West’s career-best was 63 points in a 1962 win over the Knicks. So enduring is his legacy that the NBA logo, designed back in 1969, is based on a photo of West (according to designer Alan Siegel). Baylor’s 71-point ledger is still tied for ninth in NBA history and is second in Lakers history to the amazing 81-point game by the late Kobe Bryant in 2006. West’s 63-point performance is fourth on the Lakers’ all-time list.
It’s always awesome to talk about Baylor, who played at College of Idaho in 1954-55. He was wildly successful in high school in Washington, D.C., but according to historians, major colleges didn’t recruit at all-Black high schools in the early 1950s. Baylor landed a football scholarship at C of I but only played hoops, averaging 31 points and 20 rebounds per game in his one season in Caldwell before transferring to Seattle University (after sitting out a year). Baylor was ultimately named MVP of the 1958 NCAA Tournament after leading Seattle U. to the championship game.

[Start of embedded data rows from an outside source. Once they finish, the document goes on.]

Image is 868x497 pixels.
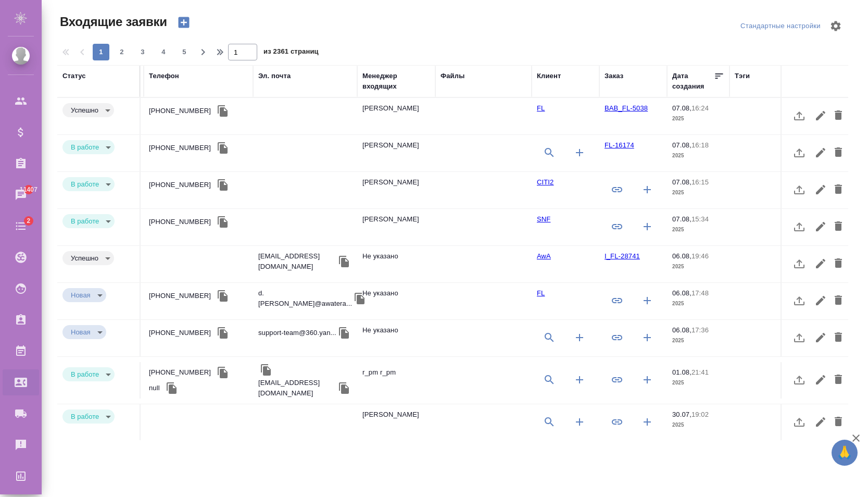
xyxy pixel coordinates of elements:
div: Тэги [734,71,749,81]
p: 21:41 [691,368,708,376]
span: 2 [113,47,130,57]
button: Создать заказ [635,177,659,202]
p: 2025 [672,298,724,308]
button: Удалить [829,367,847,392]
p: 07.08, [672,104,691,112]
button: Загрузить файл [786,177,811,202]
p: 2025 [672,113,724,124]
p: 19:46 [691,252,708,260]
div: [PHONE_NUMBER] [149,367,211,378]
td: Не указано [357,283,435,319]
button: Загрузить файл [786,140,811,165]
button: Скопировать [336,380,352,396]
div: Успешно [62,103,114,117]
div: Успешно [62,140,115,154]
button: Создать клиента [567,409,592,434]
div: Менеджер входящих [362,71,429,91]
p: 06.08, [672,289,691,296]
p: 2025 [672,419,724,430]
td: Не указано [357,319,435,356]
p: 30.07, [672,410,691,418]
p: 16:15 [691,178,708,186]
p: d.[PERSON_NAME]@awatera... [258,288,352,308]
a: FL [536,289,544,296]
span: Настроить таблицу [822,14,848,38]
button: Выбрать клиента [536,140,562,165]
button: Скопировать [352,291,367,306]
button: В работе [67,180,102,189]
p: 17:48 [691,289,708,296]
p: support-team@360.yan... [258,327,336,337]
button: В работе [67,216,102,225]
button: Привязать к существующему заказу [604,409,629,434]
button: Скопировать [336,254,352,269]
div: Файлы [440,71,464,81]
span: 2 [20,215,36,226]
button: Создать [171,14,196,31]
button: Скопировать [336,325,352,340]
button: Скопировать [215,103,231,119]
button: Удалить [829,251,847,276]
td: [PERSON_NAME] [357,209,435,245]
button: Скопировать [258,362,274,378]
div: Дата создания [672,71,714,91]
a: 2 [3,212,39,239]
button: 4 [155,44,171,60]
td: [PERSON_NAME] [357,135,435,171]
div: Эл. почта [258,71,291,81]
button: Привязать к существующему заказу [604,367,629,392]
p: 07.08, [672,141,691,149]
button: Загрузить файл [786,251,811,276]
div: split button [738,18,822,35]
div: [PHONE_NUMBER] [149,216,211,227]
button: Привязать к существующему заказу [604,288,629,313]
button: Скопировать [215,214,231,230]
button: 5 [176,44,192,60]
p: 17:36 [691,326,708,334]
div: [PHONE_NUMBER] [149,291,211,301]
p: 07.08, [672,178,691,186]
td: [PERSON_NAME] [357,404,435,440]
button: Скопировать [215,177,231,192]
button: Редактировать [811,214,829,239]
button: Загрузить файл [786,325,811,350]
div: Статус [62,71,86,81]
button: Удалить [829,103,847,128]
button: Редактировать [811,288,829,313]
button: Редактировать [811,367,829,392]
button: Удалить [829,214,847,239]
button: Создать клиента [567,325,592,350]
button: Создать заказ [635,288,659,313]
p: 2025 [672,378,724,388]
div: Успешно [62,177,115,191]
button: Новая [67,327,94,337]
button: Загрузить файл [786,288,811,313]
button: Создать заказ [635,367,659,392]
button: Редактировать [811,140,829,165]
div: Успешно [62,367,115,381]
button: Удалить [829,325,847,350]
p: [EMAIL_ADDRESS][DOMAIN_NAME] [258,251,336,272]
button: Скопировать [215,288,231,304]
button: Загрузить файл [786,367,811,392]
span: из 2361 страниц [264,46,318,60]
button: Привязать к существующему заказу [604,177,629,202]
button: Новая [67,291,94,299]
div: Успешно [62,214,115,228]
span: 5 [176,47,192,57]
a: FL-16174 [604,141,634,149]
button: Создать заказ [635,214,659,239]
p: 06.08, [672,252,691,260]
a: FL [536,104,544,112]
p: 2025 [672,336,724,346]
div: Успешно [62,409,115,423]
span: 3 [134,47,151,57]
p: 15:34 [691,215,708,223]
span: 11407 [14,184,44,194]
button: Создать клиента [567,140,592,165]
button: 🙏 [832,440,857,465]
button: Выбрать клиента [536,367,562,392]
a: CITI2 [536,178,553,186]
button: Успешно [67,106,101,115]
div: Заказ [604,71,623,81]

And now comes the Monday announcement that the Coyotes’ home court is going to be renamed “Elgin Baylor Arena at the J.A. Albertson Activities Center.” The dedication ceremony is set for the Yotes’ game against Evergreen State on Friday, February 21. The release notes that at C of I, for the first time in his life, Baylor attended integrated classes, lived in shared dormitories, and ate in the same dining halls as his white classmates. In his autobiography, “Hang Time,” Baylor recalled, “It’s as if I have wandered into a private and exclusive members-only club, except that rather than feel intimidated and excluded the way I do in DC, I feel invited.”
(Tom Scott hosts the Scott Slant segment during the football season on KTVB’s Sunday Sports Extra. He also anchors four sports segments each weekday on 95.3 FM KTIK and one on News/Talk KBOI. His Scott Slant column runs every Wednesday.)